You've only seen studies use the Official Poverty Metric and not the Supplemental Poverty Metric?
In any case, here is the PDF listing the income variables that go into the cash flow set. It lists virtually everything you can think of.
http://www.lisdatacenter.org/wp-cont...ables-list.pdf
Along with the LIS guidelines detailing out monitary vs non monitary transactions
http://www.lisdatacenter.org/wp-cont...guidelines.pdf
Quote:
In the case of incomes, monetary refers to an income received directly in cash or
cash equivalent. Please note that if a cash or cash equivalent income is tied to a
certain good or service (by conditioning its occurrence to the consumption of that
good or service) it is still considered monetary (e.g. food stamps, receipts conditional
on the payment of certain costs, or on the acquisition of certain goods or services).
In the case of consumption, this refers to a consumption stemming from a monetary
transaction (a good or service that has been paid for by the household).
By default, all assets and liabilities transactions are monetary.
A flow is classified as non-monetary if it concerns the movement of goods or
services themselves, without an associated cash or cash equivalent transaction.
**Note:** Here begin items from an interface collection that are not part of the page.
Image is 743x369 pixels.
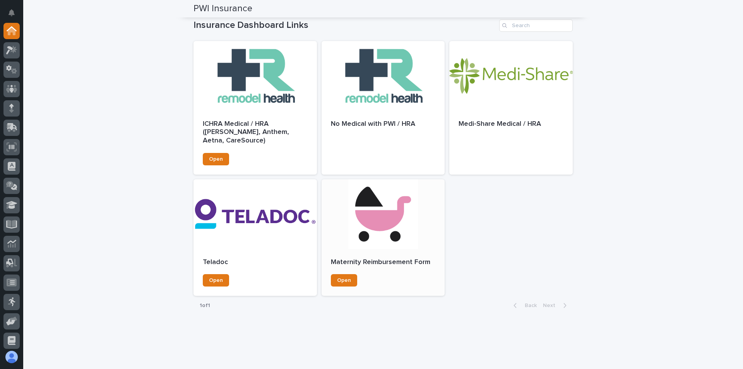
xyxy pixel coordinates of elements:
span: Open [337,278,351,283]
p: Medi-Share Medical / HRA [459,120,564,129]
div: Notifications [10,9,20,22]
span: Back [520,303,537,308]
a: TeladocOpen [194,179,317,296]
span: Open [209,156,223,162]
a: Open [203,153,229,165]
a: Maternity Reimbursement FormOpen [322,179,445,296]
a: Open [331,274,357,287]
p: Teladoc [203,258,308,267]
a: ICHRA Medical / HRA ([PERSON_NAME], Anthem, Aetna, CareSource)Open [194,41,317,175]
p: 1 of 1 [194,296,216,315]
a: No Medical with PWI / HRA [322,41,445,175]
p: No Medical with PWI / HRA [331,120,436,129]
a: Medi-Share Medical / HRA [450,41,573,175]
p: ICHRA Medical / HRA ([PERSON_NAME], Anthem, Aetna, CareSource) [203,120,308,145]
button: Back [508,302,540,309]
h1: Insurance Dashboard Links [194,20,496,31]
input: Search [500,19,573,32]
p: Maternity Reimbursement Form [331,258,436,267]
span: Open [209,278,223,283]
button: users-avatar [3,349,20,365]
span: Next [543,303,560,308]
h2: PWI Insurance [194,3,252,14]
a: Open [203,274,229,287]
button: Notifications [3,5,20,21]
button: Next [540,302,573,309]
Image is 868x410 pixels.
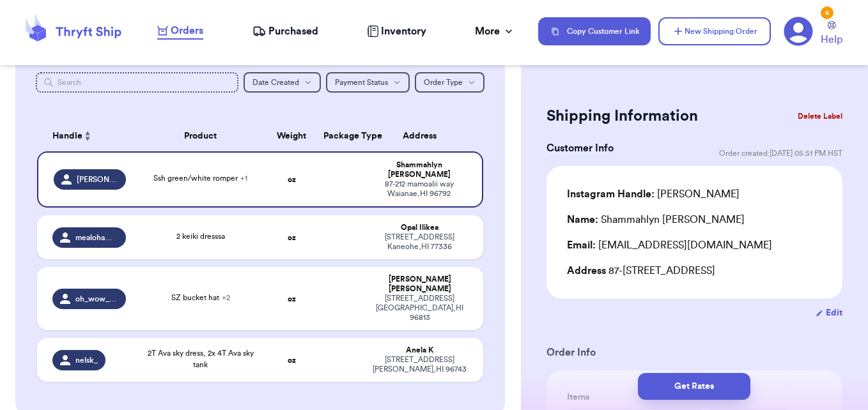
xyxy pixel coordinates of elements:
span: Name: [567,214,598,225]
strong: oz [288,357,296,364]
span: Date Created [252,78,299,86]
div: [STREET_ADDRESS] Kaneohe , HI 77336 [371,233,469,252]
span: Address [567,266,606,276]
span: nelsk_ [75,355,98,365]
div: Anela K [371,345,469,355]
strong: oz [288,233,296,241]
span: SZ bucket hat [171,294,230,302]
a: Orders [157,23,203,40]
button: Delete Label [793,102,847,130]
span: Purchased [268,23,318,39]
div: Opal Ilikea [371,223,469,233]
span: oh_wow_lau_lau [75,294,117,304]
span: Handle [53,130,83,143]
span: 2 keiki dresssa [177,233,225,240]
div: [EMAIL_ADDRESS][DOMAIN_NAME] [567,238,822,253]
button: New Shipping Order [658,17,770,46]
h3: Customer Info [546,140,613,156]
strong: oz [288,176,296,184]
button: Payment Status [326,72,409,93]
button: Date Created [244,72,320,93]
span: 2T Ava sky dress, 2x 4T Ava sky tank [147,349,253,369]
span: Order created: [DATE] 05:51 PM HST [718,148,842,159]
th: Weight [268,121,315,152]
th: Address [364,121,483,152]
span: Ssh green/white romper [153,174,247,182]
span: Email: [567,240,595,251]
span: Instagram Handle: [567,189,654,199]
span: Order Type [424,78,463,86]
strong: oz [288,295,296,303]
span: Inventory [381,23,427,39]
a: Inventory [367,23,427,39]
th: Package Type [315,121,364,152]
div: 6 [820,6,833,19]
div: 87-212 mamoalii way Waianae , HI 96792 [371,179,467,199]
h2: Shipping Information [546,106,698,127]
button: Copy Customer Link [538,17,650,46]
div: Shammahlyn [PERSON_NAME] [371,160,467,179]
button: Get Rates [638,373,750,400]
th: Product [134,121,268,152]
div: [PERSON_NAME] [PERSON_NAME] [371,275,469,294]
h3: Order Info [546,345,842,360]
a: Purchased [252,23,318,39]
span: Help [820,32,842,47]
button: Order Type [414,72,484,93]
span: Payment Status [335,78,388,86]
a: Help [820,21,842,47]
button: Edit [815,307,842,320]
span: + 1 [240,174,247,182]
a: 6 [783,16,812,46]
input: Search [36,72,239,93]
div: Shammahlyn [PERSON_NAME] [567,212,744,227]
div: [STREET_ADDRESS] [PERSON_NAME] , HI 96743 [371,355,469,374]
span: [PERSON_NAME] [77,174,117,184]
div: [PERSON_NAME] [567,186,739,202]
span: mealohamade.lei.vintage [75,233,117,243]
button: Sort ascending [83,128,93,144]
span: + 2 [221,294,230,302]
div: More [475,23,515,39]
div: 87-[STREET_ADDRESS] [567,263,822,278]
span: Orders [171,23,203,38]
div: [STREET_ADDRESS] [GEOGRAPHIC_DATA] , HI 96813 [371,294,469,322]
In
this instance, the terms non-monetary, and non-cash can be used interchangeably.
In the case of incomes, this refers to an income received in goods and services
(often referred to as in-kind incomes).
In the case of consumption, it refers to a good or service that has been consumed
without having being paid for by the household, but either given to it by someone
else, or self-produced.
In the case of non-consumption expenditures, a non-monetary expenditure may
occur if a third party pays employee contributions (whether mandatory or voluntary)
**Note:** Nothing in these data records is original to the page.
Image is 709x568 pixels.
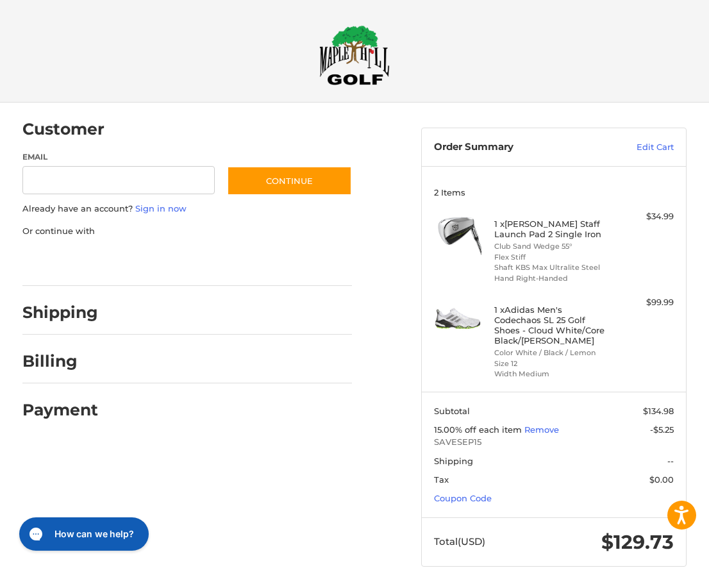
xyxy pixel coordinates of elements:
h2: Shipping [22,302,98,322]
li: Hand Right-Handed [494,273,611,284]
iframe: PayPal-venmo [235,250,331,273]
span: $0.00 [649,474,674,484]
iframe: PayPal-paylater [127,250,223,273]
span: $129.73 [601,530,674,554]
li: Club Sand Wedge 55° [494,241,611,252]
span: Shipping [434,456,473,466]
a: Coupon Code [434,493,492,503]
span: Total (USD) [434,535,485,547]
span: Subtotal [434,406,470,416]
li: Shaft KBS Max Ultralite Steel [494,262,611,273]
span: -- [667,456,674,466]
iframe: Gorgias live chat messenger [13,513,153,555]
a: Sign in now [135,203,186,213]
span: SAVESEP15 [434,436,674,449]
h4: 1 x [PERSON_NAME] Staff Launch Pad 2 Single Iron [494,219,611,240]
div: $34.99 [614,210,674,223]
li: Width Medium [494,368,611,379]
a: Remove [524,424,559,434]
iframe: PayPal-paypal [18,250,114,273]
h2: Customer [22,119,104,139]
h3: Order Summary [434,141,597,154]
div: $99.99 [614,296,674,309]
p: Or continue with [22,225,352,238]
h2: Billing [22,351,97,371]
button: Continue [227,166,352,195]
label: Email [22,151,215,163]
li: Size 12 [494,358,611,369]
a: Edit Cart [597,141,674,154]
span: 15.00% off each item [434,424,524,434]
span: -$5.25 [650,424,674,434]
h3: 2 Items [434,187,674,197]
iframe: Google Customer Reviews [603,533,709,568]
p: Already have an account? [22,203,352,215]
h4: 1 x Adidas Men's Codechaos SL 25 Golf Shoes - Cloud White/Core Black/[PERSON_NAME] [494,304,611,346]
li: Flex Stiff [494,252,611,263]
span: $134.98 [643,406,674,416]
span: Tax [434,474,449,484]
li: Color White / Black / Lemon [494,347,611,358]
img: Maple Hill Golf [319,25,390,85]
h2: Payment [22,400,98,420]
on behalf of the household (the monetary transaction has in fact occurred between
the insurance fund and the party who paid the contribution on behalf of the
household).
All non-monetary inflows into a household have a counterpart among the nonmonetary
outflows (any good or service received is considered both as a nonmonetary
income and a non-monetary consumption; similarly employee
contributions paid by a third party on behalf of the household can be seen as both a
non-monetary income and a non-monetary non-consumption expenditure).
All LIS non-monetary variables are monetized, i.e. they report the money value of
the goods and services being transferred.
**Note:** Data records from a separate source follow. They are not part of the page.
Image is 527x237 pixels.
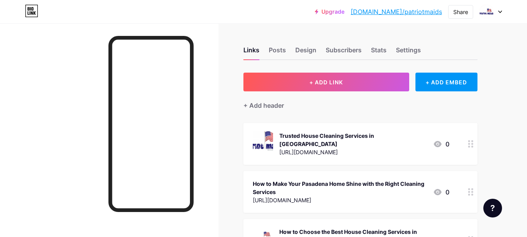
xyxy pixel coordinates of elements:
div: Share [454,8,468,16]
a: [DOMAIN_NAME]/patriotmaids [351,7,442,16]
div: 0 [433,139,450,149]
div: Stats [371,45,387,59]
div: 0 [433,187,450,197]
div: Design [296,45,317,59]
img: Trusted House Cleaning Services in Pasadena [253,131,273,151]
div: Subscribers [326,45,362,59]
div: [URL][DOMAIN_NAME] [280,148,427,156]
span: + ADD LINK [310,79,343,85]
div: Links [244,45,260,59]
div: How to Make Your Pasadena Home Shine with the Right Cleaning Services [253,180,427,196]
div: Settings [396,45,421,59]
div: + ADD EMBED [416,73,478,91]
button: + ADD LINK [244,73,409,91]
div: [URL][DOMAIN_NAME] [253,196,427,204]
img: patriotmaids [479,4,494,19]
div: + Add header [244,101,284,110]
div: Posts [269,45,286,59]
div: Trusted House Cleaning Services in [GEOGRAPHIC_DATA] [280,132,427,148]
a: Upgrade [315,9,345,15]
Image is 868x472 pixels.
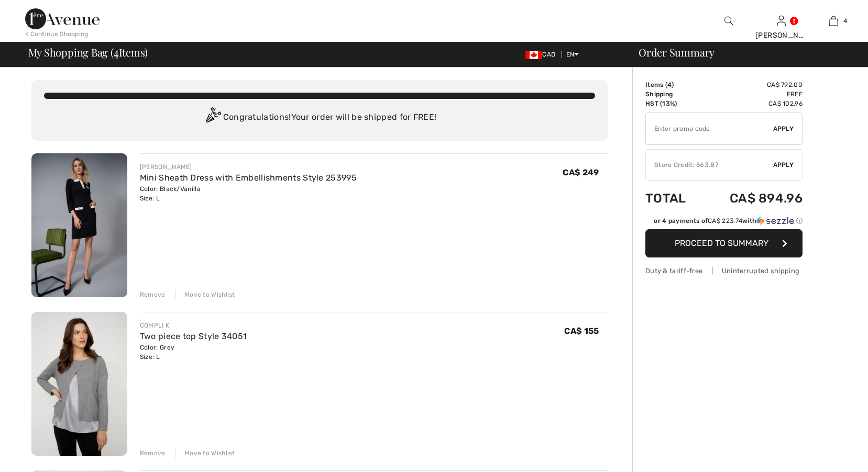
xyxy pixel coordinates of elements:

One issue though is there has to be a market value for the transfer to have meaning so things like free healthcare, free college, etc don't get counted, while food stamps, housing subsidies etc. do. This puts European countries at a disadvantage because you don't know the market subsidy that the poor are getting when they attend college for free ( if they do).
On an intuitive level it makes sense. The US spends very little, proportionally, on the poor and family benefits. If the market income of the poor can't increase to cover the lack of supplemental income then it would make sense that they don't have as much money.
Last edited by Huehuecoyotl; 02-17-2016 at 03:05 PM.